Summary
Chief Judge James Boasberg (D.D.C.) issued a 27-page opinion quashing grand jury subpoenas served by USAO-D.D.C. (under Jeanine Pirro) to the Federal Reserve in the criminal investigation of Jerome Powell. The opinion’s finding — that the subpoenas’ “dominant (if not sole) purpose” was to harass Powell into yielding or resigning, with “no evidence whatsoever of fraud” — is the most direct judicial statement on record that the DOJ investigation functioned as a political weapon.
Key Points
- Chief Judge Boasberg quashed grand jury subpoenas issued by USAO-D.D.C. to the Federal Reserve in the Powell criminal investigation
- 27-page opinion; finding: subpoenas violated proper prosecutorial purpose
- “Abundant evidence” that the subpoenas’ dominant purpose was harassment and pressure to make Powell yield or resign, not legitimate criminal investigation
- “No evidence whatsoever” of fraud — the investigative predicate was absent
- Underlying matter: investigation into renovation cost overruns at the Eccles Building (Powell’s official workplace)
- Pirro’s response: held press conference dismissing Boasberg as “activist judge”; announced DOJ would appeal; stated she would take “all the crimes and put ‘em in!”
- Department of Justice filed notice of appeal; case proceeded to D.C. Circuit
Newsletter Angles
- Boasberg’s language is the most direct judicial statement on record that the probe was a political weapon: “the crime other than displeasing the President” is the key phrase — it names the actual charge in plain language that a court is willing to put in a written opinion.
- The ruling establishes the timeline context for the DOJ’s April 24 retreat. They didn’t drop the case because it was meritless — a federal judge already said it was meritless six weeks earlier. They dropped it because it had served its political purpose and the legal position was untenable.
- The Pirro press conference response (“all the crimes and put ‘em in!”) is the tell: a prosecutor confident in the merits doesn’t respond to an adverse ruling with performative defiance. The response confirms Boasberg’s reading of purpose.
Entities Mentioned
- James Boasberg — Chief Judge, U.S. District Court for D.D.C.; author of the 27-page opinion quashing subpoenas
- Jerome Powell — Federal Reserve Chair; target of the investigation the opinion found lacked evidentiary predicate
- Jeanine Pirro — U.S. Attorney, D.D.C.; architect of the subpoena strategy; held press conference dismissing ruling
- Department of Justice — issuing body for the subpoenas; filed notice of appeal
- Federal Reserve — institution served with subpoenas; whose independence the investigation threatened
Concepts Mentioned
- Fed Independence — the institutional value the investigation threatened; Boasberg’s ruling is its judicial defense
- Federal Power as Political Instrument — the ruling’s core finding: prosecutorial power deployed for political rather than law-enforcement ends
- Institutional Capture — the mechanism the investigation attempted; harassment as a substitute for actual capture
Quotes
“There is abundant evidence that the subpoenas’ dominant (if not sole) purpose is to harass and pressure Powell either to yield to the President or to resign.” (Boasberg)
“The Government’s fundamental problem is that it has presented no evidence whatsoever of fraud.” (Boasberg)
“On the other side of the scale, the Government has offered no evidence whatsoever that Powell committed any crime other than displeasing the President.” (Boasberg)
“Activist judge” / “all the crimes and put ‘em in!” (Pirro, press conference response)
Notes
Democracy Docket is a legal news outlet focused on voting rights and democracy-related litigation; covers federal court proceedings with fidelity. The quotes are drawn directly from Boasberg’s 27-page written opinion, which is a public document. Pirro’s press conference response is widely reported across multiple outlets. The March 13 ruling is the first of two Boasberg opinions on this matter — the April 3 Al Jazeera source covers his rejection of DOJ’s reconsideration motion.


_TASK REQUIREMENTS_
Set the listing down unchanged, minus every embedded image.

────────────────────────────────────────

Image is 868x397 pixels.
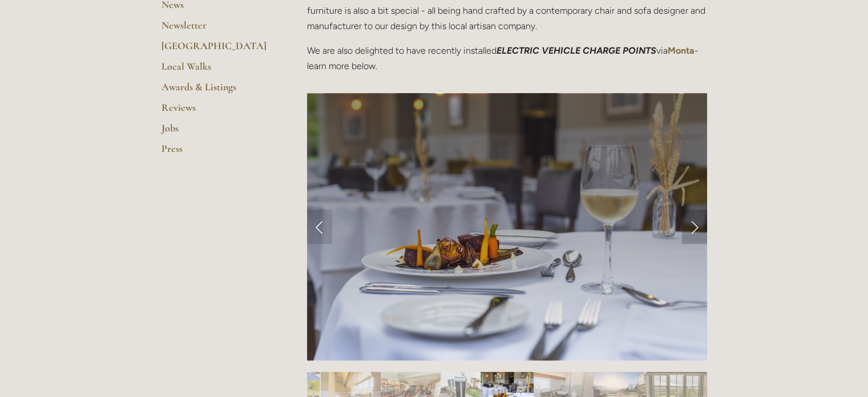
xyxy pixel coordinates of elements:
[161,142,270,163] a: Press
[682,210,707,244] a: Next Slide
[307,43,707,74] p: We are also delighted to have recently installed via - learn more below.
[161,19,270,40] a: Newsletter
[161,40,270,60] a: [GEOGRAPHIC_DATA]
[161,121,270,142] a: Jobs
[161,80,270,101] a: Awards & Listings
[161,60,270,80] a: Local Walks
[161,101,270,121] a: Reviews
[668,45,694,56] a: Monta
[307,210,332,244] a: Previous Slide
[497,45,656,56] em: ELECTRIC VEHICLE CHARGE POINTS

────────────────────────────────────────

_ANSWER FOR THIS EXERCISE_
Image is 868x397 pixels.
xyxy pixel coordinates of elements:
[161,142,270,163] a: Press
[682,210,707,244] a: Next Slide
[307,43,707,74] p: We are also delighted to have recently installed via - learn more below.
[161,19,270,40] a: Newsletter
[161,40,270,60] a: [GEOGRAPHIC_DATA]
[161,121,270,142] a: Jobs
[161,80,270,101] a: Awards & Listings
[161,60,270,80] a: Local Walks
[161,101,270,121] a: Reviews
[668,45,694,56] a: Monta
[307,210,332,244] a: Previous Slide
[497,45,656,56] em: ELECTRIC VEHICLE CHARGE POINTS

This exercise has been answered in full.